To develop the details, scenic designers Margery and Peter Spack used virtual reality glasses to walk through modern-day Verona on Google Earth. The two-story stage houses a stylized tower, a network of metal scaffolds, stairs painted extravagantly with flowers and a fake moon that changes with the scenes. Industrial elements mix with architectural notes inspired by buildings from the first century A.D., Margery Spack said.
Araoz said the set is designed to remind the audience of “that first love that you have in middle school, high school — that when you think about it now, you smile, partly embarrassed, and partly excitedly in remembering it.”
Fun facts about the set
There’s no red. The set bursts with pink, gold, fuschia, blue, green and purple. But red, Araoz said, evokes “adult love” and blood, making the tone too mature and too tragic.
It has tidbits of Verona. The neon curlicues take their shape from street lamps in the Piazza Bra, the largest plaza in the city. The giant flowers painted on the tower were inspired by a gate of locks at La Casa di Giulietta, where tourists now go to profess their love to Juliet. And architectural elements throughout the set mirror the Scala della Ragione, a gothic staircase in a palace that once housed Verona’s city hall.

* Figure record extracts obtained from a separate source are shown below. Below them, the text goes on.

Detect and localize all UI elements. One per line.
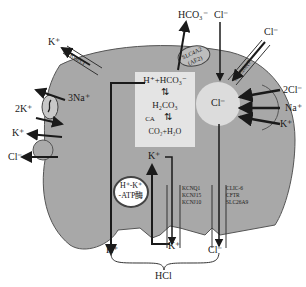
slc26a9-label: SLC26A9 [226,199,248,206]
kcnj10-label: KCNJ10 [182,199,201,206]
cl-out-label: Cl⁻ [8,151,22,162]
k-ion-label: K⁺ [48,36,60,47]
h-secreted-label: H⁺ [106,244,118,255]
kcnj15-label: KCNJ15 [182,192,201,199]
k-out-label: K⁺ [12,127,24,138]
reaction-arrows-1: ⇅ [135,87,195,97]
cl-slc-label: Cl⁻ [264,26,278,37]
k-recycle-label: K⁺ [148,150,160,161]
nkcc-na-label: Na⁺ [285,102,302,113]
cl-pool-label: Cl⁻ [211,97,225,108]
cl-secreted-label: Cl⁻ [208,244,222,255]
k-in-label: 2K⁺ [15,103,32,114]
cl-top-label: Cl⁻ [214,9,228,20]
reaction-arrows-2: ⇅ [158,112,178,122]
reaction-top: H⁺+HCO₃⁻ [135,75,195,85]
reaction-enzyme: CA [140,114,160,124]
nkcc-cl-label: 2Cl⁻ [283,84,302,95]
hcl-brace [111,253,219,270]
hco3-label: HCO₃⁻ [178,9,208,20]
cftr-label: CFTR [226,192,248,199]
cl-channel-list: CLIC-6 CFTR SLC26A9 [226,185,248,206]
clic6-label: CLIC-6 [226,185,248,192]
hcl-label: HCl [155,270,172,281]
na-out-label: 3Na⁺ [68,92,90,103]
nkcc-k-label: K⁺ [280,118,292,129]
diagram-canvas [0,0,306,287]
atpase-label-2: -ATP酶 [114,191,148,201]
atpase-label-1: H⁺-K⁺ [114,181,148,191]
k-channel-list: KCNQ1 KCNJ15 KCNJ10 [182,185,201,206]
reaction-bottom: CO₂+H₂O [135,127,195,137]
kcnq1-label: KCNQ1 [182,185,201,192]
k-secreted-label: K⁺ [168,240,180,251]
reaction-middle: H₂CO₃ [135,100,195,110]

It’s in aesthetic disrepair. Parts of the tower are crumbling; metal scaffolding surrounds it. The tower represents “disarray” and the “deconstruction of society at Verona,” caused by strife between the Montague and Capulet families, said Araoz.
It moves. The glen’s trees are covered in colorful streamers, which catch the wind. The set highlights the trees behind it. The moon at the center of the tower changes as time passes in the play.